Even With Unlimited Student Loans, College Is Unaffordable
In the 1980s, universities lobbied Congress to make student loans unlimited, so everyone could get a college education and have higher earnings. Now, college is more unaffordable than ever.
In the 1980s, universities lobbied Congress to make student loans unlimited, so everyone could get a college education and have higher earnings. Now, college is more unaffordable than ever.
The return of The X-Files to television screens after a 14-year absence was met with justifiable excitement and trepidation. It was an important show, combining Twilight Zone-style fantasy with humor, drama and emotion.
Whether dubbed “climate extremes” or “global weirding”, we have been witnessing some surprising and concerning weather events. In Europe, seasons seem to be changing, but not consistently. Since the turn of the millennium, the UK in particular has experienced record-breaking summer heatwaves, extraordinary rainfall in different seasons, and winters extreme in both warmth and cold. Something seems wrong, and we don’t have a complete understanding of what is going on.
There is a growing demand for fruit and vegetables across the Western world, thanks to increased awareness of their nutritional and health benefits. But we’ve always been taught they might not be safe to eat straight out of the supermarket, and they have to be washed first. Is this the case? And what might happen if we don’t?
Amid the many calls for scientists to engage with the general public, there are some who feel that scientists ought to remain aloof and disconnected from the broader public.They believe academics shouldn’t even attempt to communicate their research to common folk. And many scientists oblige them, by writing in a turgid manner that is highly effective at keeping the public (and their peers) at bay.So, here are a few of the tricks that scientists use to produce such turgid science writing. These methods restrict science to the smallest and most specialist audience possible.
Over the last few decades, medicine has witnessed a sea change in attitudes toward chronic pain, and particularly toward opioids. While these changes were intended to bring relief to many, they have also fed an epidemic of prescription opioid and heroin abuse.Curbing abuse is a challenge spilling over into the 2016 political campaigns. Amid calls for better addiction treatment and prescription monitoring, it might be time for doctors to rethink how to treat chronic pain.
Science is advancing rapidly. We are eradicating diseases, venturing further into space and discovering a growing zoo of subatomic particles. But cosmology – which is trying to understand the evolution of the entire universe using theories that work well to describe other systems – is struggling to answer many of its most fundamental questions.
Despite not actually having a car in production, the firm Faraday Future has headline-writers gushing about its “Tesla-killing supercar” – an all-electric car that looks like the Batmobile.There is no doubting that the FFZero1 concept car just unveiled at the Consumer Electronics Show in Las Vegas this week is eye-catching, but it’s one of a number of new and transformed car brands.
The Kraken is perhaps the largest monster ever imagined by mankind. In Nordic folklore, it was said to haunt the seas from Norway through Iceland and all the way to Greenland. The Kraken had a knack for harassing ships and many pseudoscientific reports (including official naval ones) said it would attack vessels with its strong arms. If this strategy failed, the beast would start swimming in circles around the ship, creating a fierce maelstrom to drag the vessel down.
It has been a busy year for Solar System exploration – and particularly our galactic neighborhoods small icy bodies. Comets, asteroids, Kuiper Belt Objects and planetary satellites have all been in the news – from stunning images of comet 67P Churyumov-Gerasimenko at the start of the year, to the recent close-up of Saturn’s moon, Enceladus, via Ceres and Pluto.
Few events encapsulate our infatuation with a well-told story as much as Christmas. As a culture, we are dependent on stories as a tool with which to negotiate our daily lives and make sense of the world around us. In particular, we love magical ones because they allow us to temporarily suspend our disbelief and revel in the joys of doing so.
Well, it’s that time of year again – and there it is; just four words into an article on Christmas I’ve used the word ‘time.’ Among the hodge-podge of rituals and holidays that survive in the post-Christian West, Christmas might just be the one that tells us the most about how humans relate to and experience temporality.Christmas, narrative,
Walk into any public square or shopping mall at this time of year and an encounter with a traditional Christmas carol is well-nigh unavoidable. We may not sing them ourselves with anything like the frequency or fervor we once did at church but the tunes themselves defy relegation to our past.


● TASK BRIEF:
Could you repeat, word for word, the line with "Image is 644x314 pixels." and every line after it in the records below, leaving out any pictures?
** DATA SHOWN follows **
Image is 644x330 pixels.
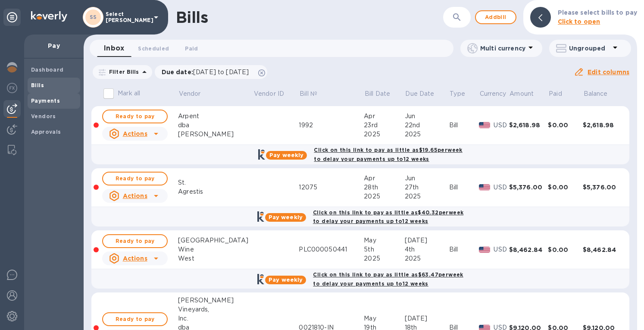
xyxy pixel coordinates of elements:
[185,44,198,53] span: Paid
[509,121,549,129] div: $2,618.98
[313,147,462,162] b: Click on this link to pay as little as $19.65 per week to delay your payments up to 12 weeks
[405,130,449,139] div: 2025
[102,172,168,185] button: Ready to pay
[102,110,168,124] button: Ready to pay
[509,90,545,98] span: Amount
[494,183,508,192] p: USD
[363,112,404,121] div: Apr
[480,44,525,53] p: Multi currency
[268,277,303,283] b: Pay weekly
[178,121,253,130] div: dba
[178,305,253,314] div: Vineyards,
[363,245,404,254] div: 5th
[122,130,148,137] u: Actions
[449,245,479,254] div: Bill
[363,254,404,263] div: 2025
[268,214,303,220] b: Pay weekly
[4,9,20,26] div: Unpin categories
[31,113,56,120] b: Vendors
[405,90,445,98] span: Due Date
[449,90,476,98] span: Type
[479,122,491,128] img: USD
[549,90,573,98] span: Paid
[269,151,304,158] b: Pay weekly
[363,192,404,201] div: 2025
[110,314,160,324] span: Ready to pay
[299,183,363,192] div: 12075
[178,296,253,305] div: [PERSON_NAME]
[569,44,609,53] p: Ungrouped
[104,42,124,54] span: Inbox
[178,314,253,323] div: Inc.
[102,313,168,326] button: Ready to pay
[583,90,607,98] p: Balance
[494,121,508,130] p: USD
[479,90,506,98] p: Currency
[313,271,463,287] b: Click on this link to pay as little as $63.47 per week to delay your payments up to 12 weeks
[178,130,253,139] div: [PERSON_NAME]
[548,183,582,191] div: $0.00
[300,90,317,98] p: Bill №
[31,12,67,21] img: Logo
[549,90,562,98] p: Paid
[122,255,148,261] u: Actions
[110,111,160,122] span: Ready to pay
[405,192,449,201] div: 2025
[405,236,449,245] div: [DATE]
[178,236,253,245] div: [GEOGRAPHIC_DATA]
[299,245,363,254] div: PLC000050441
[405,314,449,323] div: [DATE]
[364,90,401,98] span: Bill Date
[449,121,479,130] div: Bill
[557,9,637,16] b: Please select bills to pay
[483,13,508,22] span: Add bill
[178,245,253,254] div: Wine
[31,67,64,73] b: Dashboard
[494,245,508,254] p: USD
[31,82,44,89] b: Bills
[193,69,249,75] span: [DATE] to [DATE]
[582,183,622,191] div: $5,376.00
[582,121,622,129] div: $2,618.98
[509,183,549,191] div: $5,376.00
[31,41,77,50] p: Pay
[405,174,449,183] div: Jun
[31,128,61,135] b: Approvals
[479,184,491,190] img: USD
[364,90,390,98] p: Bill Date
[254,90,295,98] span: Vendor ID
[106,69,139,75] p: Filter Bills
[313,209,464,225] b: Click on this link to pay as little as $40.32 per week to delay your payments up to 12 weeks
[548,121,582,129] div: $0.00
[363,183,404,192] div: 28th
[110,236,160,246] span: Ready to pay
[7,83,17,94] img: Foreign exchange
[110,174,160,183] span: Ready to pay
[102,234,168,248] button: Ready to pay
[162,68,254,76] p: Due date :
[509,90,533,98] p: Amount
[475,11,516,24] button: Addbill
[300,90,329,98] span: Bill №
[178,112,253,121] div: Arpent
[178,187,253,196] div: Agrestis
[557,18,601,25] b: Click to open
[363,174,404,183] div: Apr
[254,90,284,98] p: Vendor ID
[138,44,169,53] span: Scheduled
[106,12,148,23] p: Select [PERSON_NAME]
[178,179,253,187] div: St.
[363,314,404,323] div: May
[583,90,619,98] span: Balance
[178,90,212,98] span: Vendor
[449,90,465,98] p: Type
[548,245,582,254] div: $0.00
[178,254,253,263] div: West
[479,247,491,253] img: USD
[587,69,630,75] u: Edit columns
[582,245,622,254] div: $8,462.84
[405,254,449,263] div: 2025
[31,97,60,104] b: Payments
[122,192,148,200] u: Actions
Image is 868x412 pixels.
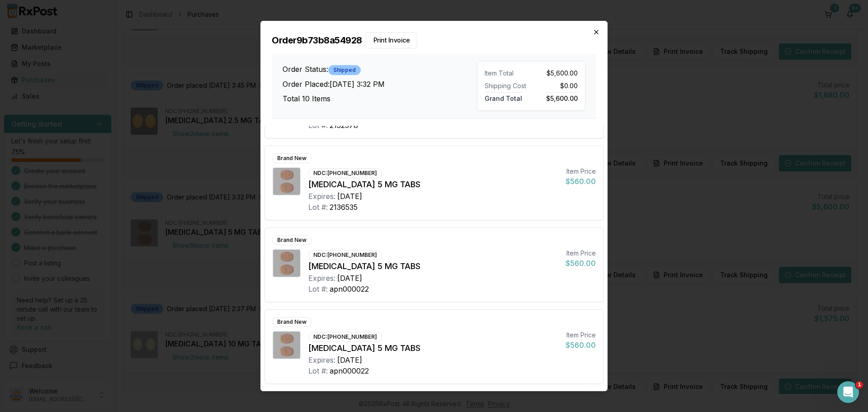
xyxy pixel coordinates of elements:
div: Item Price [566,249,596,258]
div: $560.00 [566,340,596,351]
div: 2136535 [330,202,358,213]
div: Expires: [309,273,335,284]
div: 2152378 [330,120,358,131]
div: [MEDICAL_DATA] 5 MG TABS [309,178,558,191]
iframe: Intercom live chat [837,382,859,404]
div: Expires: [309,355,335,366]
div: $0.00 [535,81,578,90]
div: $5,600.00 [535,69,578,78]
div: Brand New [272,235,312,245]
div: NDC: [PHONE_NUMBER] [309,250,382,260]
div: Lot #: [309,202,328,213]
div: NDC: [PHONE_NUMBER] [309,332,382,342]
h3: Order Placed: [DATE] 3:32 PM [282,79,477,90]
button: Print Invoice [366,32,418,49]
h2: Order 9b73b8a54928 [272,32,596,49]
div: Expires: [309,191,335,202]
div: $560.00 [566,258,596,269]
div: apn000022 [330,284,369,295]
div: NDC: [PHONE_NUMBER] [309,168,382,178]
span: Grand Total [485,92,522,103]
div: Lot #: [309,366,328,377]
div: Lot #: [309,284,328,295]
div: Item Total [485,69,527,78]
div: [DATE] [337,355,362,366]
div: [MEDICAL_DATA] 5 MG TABS [309,260,558,273]
div: Brand New [272,317,312,327]
div: Lot #: [309,120,328,131]
div: [MEDICAL_DATA] 5 MG TABS [309,342,558,355]
h3: Order Status: [282,64,477,75]
div: Item Price [566,331,596,340]
div: [DATE] [337,191,362,202]
img: Eliquis 5 MG TABS [273,332,300,359]
div: $560.00 [566,176,596,187]
span: 1 [856,382,863,389]
div: apn000022 [330,366,369,377]
div: Brand New [272,154,312,163]
img: Eliquis 5 MG TABS [273,250,300,277]
img: Eliquis 5 MG TABS [273,168,300,195]
div: Item Price [566,167,596,176]
span: $5,600.00 [546,92,578,103]
div: [DATE] [337,273,362,284]
div: Shipped [328,65,361,75]
h3: Total 10 Items [282,93,477,104]
div: Shipping Cost [485,81,527,90]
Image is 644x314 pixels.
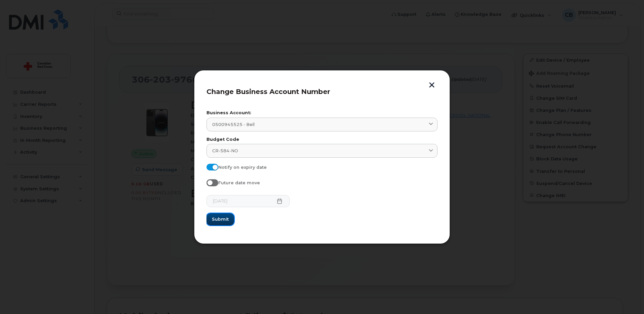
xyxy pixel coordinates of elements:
[212,121,255,128] span: 0500945525 - Bell
[212,147,238,154] span: CR-584-NO
[206,164,212,169] input: Notify on expiry date
[206,111,438,115] label: Business Account:
[218,180,260,185] span: Future date move
[206,88,330,96] span: Change Business Account Number
[206,118,438,131] a: 0500945525 - Bell
[218,165,267,170] span: Notify on expiry date
[206,213,234,226] button: Submit
[206,179,212,184] input: Future date move
[212,216,229,222] span: Submit
[206,144,438,157] a: CR-584-NO
[206,137,438,142] label: Budget Code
** End of DATA SHOWN **
● EXERCISE OUTPUT:
Image is 644x314 pixels.
xyxy pixel coordinates of elements:
[212,121,255,128] span: 0500945525 - Bell
[212,147,238,154] span: CR-584-NO
[206,164,212,169] input: Notify on expiry date
[206,111,438,115] label: Business Account:
[218,180,260,185] span: Future date move
[206,88,330,96] span: Change Business Account Number
[206,118,438,131] a: 0500945525 - Bell
[218,165,267,170] span: Notify on expiry date
[206,213,234,226] button: Submit
[206,179,212,184] input: Future date move
[212,216,229,222] span: Submit
[206,144,438,157] a: CR-584-NO
[206,137,438,142] label: Budget Code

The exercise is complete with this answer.